[Problem requirements]
Please print every record below exactly as it appears.
Records to use below:
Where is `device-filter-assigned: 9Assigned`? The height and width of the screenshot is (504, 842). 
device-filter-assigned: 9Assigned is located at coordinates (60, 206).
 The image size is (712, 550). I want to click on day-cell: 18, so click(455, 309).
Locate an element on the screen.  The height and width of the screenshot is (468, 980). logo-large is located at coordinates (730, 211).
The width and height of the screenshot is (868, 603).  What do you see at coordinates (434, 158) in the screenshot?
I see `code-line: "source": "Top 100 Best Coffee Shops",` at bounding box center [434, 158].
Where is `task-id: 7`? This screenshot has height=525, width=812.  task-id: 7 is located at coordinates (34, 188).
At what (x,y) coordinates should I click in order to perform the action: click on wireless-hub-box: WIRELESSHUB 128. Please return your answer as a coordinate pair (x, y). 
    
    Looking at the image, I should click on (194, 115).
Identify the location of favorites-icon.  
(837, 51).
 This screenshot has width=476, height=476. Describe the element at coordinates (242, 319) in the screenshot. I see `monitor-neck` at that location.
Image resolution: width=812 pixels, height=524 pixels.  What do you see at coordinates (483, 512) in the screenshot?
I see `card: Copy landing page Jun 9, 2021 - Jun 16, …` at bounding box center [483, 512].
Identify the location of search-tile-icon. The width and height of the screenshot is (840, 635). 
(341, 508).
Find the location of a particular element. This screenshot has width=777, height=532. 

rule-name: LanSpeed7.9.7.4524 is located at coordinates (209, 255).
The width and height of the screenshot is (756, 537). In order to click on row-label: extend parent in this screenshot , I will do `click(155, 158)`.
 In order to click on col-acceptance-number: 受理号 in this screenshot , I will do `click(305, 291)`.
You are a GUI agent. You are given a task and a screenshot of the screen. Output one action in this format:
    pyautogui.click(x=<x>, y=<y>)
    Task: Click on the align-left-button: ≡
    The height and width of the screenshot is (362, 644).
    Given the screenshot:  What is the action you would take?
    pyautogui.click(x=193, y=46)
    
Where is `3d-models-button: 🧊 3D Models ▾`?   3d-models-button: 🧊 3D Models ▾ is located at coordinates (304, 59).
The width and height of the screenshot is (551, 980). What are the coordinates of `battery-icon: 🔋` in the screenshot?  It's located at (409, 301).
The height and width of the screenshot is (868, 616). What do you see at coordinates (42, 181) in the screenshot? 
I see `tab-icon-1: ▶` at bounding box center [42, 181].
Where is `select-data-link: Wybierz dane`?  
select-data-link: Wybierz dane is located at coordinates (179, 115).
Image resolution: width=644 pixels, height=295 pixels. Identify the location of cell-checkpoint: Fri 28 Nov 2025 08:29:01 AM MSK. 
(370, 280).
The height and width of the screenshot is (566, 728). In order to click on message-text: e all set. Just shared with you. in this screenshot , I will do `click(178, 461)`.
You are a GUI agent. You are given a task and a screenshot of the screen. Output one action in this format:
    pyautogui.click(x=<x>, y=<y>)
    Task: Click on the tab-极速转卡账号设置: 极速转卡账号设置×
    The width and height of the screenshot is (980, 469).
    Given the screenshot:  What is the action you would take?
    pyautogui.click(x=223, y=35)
End of Records to use.
[Response for this exercise]
Where is `device-filter-assigned: 9Assigned`? The height and width of the screenshot is (504, 842). 
device-filter-assigned: 9Assigned is located at coordinates (60, 206).
 The image size is (712, 550). I want to click on day-cell: 18, so click(455, 309).
Locate an element on the screen.  The height and width of the screenshot is (468, 980). logo-large is located at coordinates (730, 211).
The width and height of the screenshot is (868, 603).  What do you see at coordinates (434, 158) in the screenshot?
I see `code-line: "source": "Top 100 Best Coffee Shops",` at bounding box center [434, 158].
Where is `task-id: 7`? This screenshot has height=525, width=812.  task-id: 7 is located at coordinates (34, 188).
At what (x,y) coordinates should I click in order to perform the action: click on wireless-hub-box: WIRELESSHUB 128. Please return your answer as a coordinate pair (x, y). 
    
    Looking at the image, I should click on (194, 115).
Identify the location of favorites-icon.  
(837, 51).
 This screenshot has width=476, height=476. Describe the element at coordinates (242, 319) in the screenshot. I see `monitor-neck` at that location.
Image resolution: width=812 pixels, height=524 pixels.  What do you see at coordinates (483, 512) in the screenshot?
I see `card: Copy landing page Jun 9, 2021 - Jun 16, …` at bounding box center [483, 512].
Identify the location of search-tile-icon. The width and height of the screenshot is (840, 635). 
(341, 508).
Find the location of a particular element. This screenshot has width=777, height=532. 

rule-name: LanSpeed7.9.7.4524 is located at coordinates (209, 255).
The width and height of the screenshot is (756, 537). In order to click on row-label: extend parent in this screenshot , I will do `click(155, 158)`.
 In order to click on col-acceptance-number: 受理号 in this screenshot , I will do `click(305, 291)`.
You are a GUI agent. You are given a task and a screenshot of the screen. Output one action in this format:
    pyautogui.click(x=<x>, y=<y>)
    Task: Click on the align-left-button: ≡
    The height and width of the screenshot is (362, 644).
    Given the screenshot:  What is the action you would take?
    pyautogui.click(x=193, y=46)
    
Where is `3d-models-button: 🧊 3D Models ▾`?   3d-models-button: 🧊 3D Models ▾ is located at coordinates (304, 59).
The width and height of the screenshot is (551, 980). What are the coordinates of `battery-icon: 🔋` in the screenshot?  It's located at (409, 301).
The height and width of the screenshot is (868, 616). What do you see at coordinates (42, 181) in the screenshot? 
I see `tab-icon-1: ▶` at bounding box center [42, 181].
Where is `select-data-link: Wybierz dane`?  
select-data-link: Wybierz dane is located at coordinates (179, 115).
Image resolution: width=644 pixels, height=295 pixels. Identify the location of cell-checkpoint: Fri 28 Nov 2025 08:29:01 AM MSK. 
(370, 280).
The height and width of the screenshot is (566, 728). In order to click on message-text: e all set. Just shared with you. in this screenshot , I will do `click(178, 461)`.
You are a GUI agent. You are given a task and a screenshot of the screen. Output one action in this format:
    pyautogui.click(x=<x>, y=<y>)
    Task: Click on the tab-极速转卡账号设置: 极速转卡账号设置×
    The width and height of the screenshot is (980, 469).
    Given the screenshot:  What is the action you would take?
    pyautogui.click(x=223, y=35)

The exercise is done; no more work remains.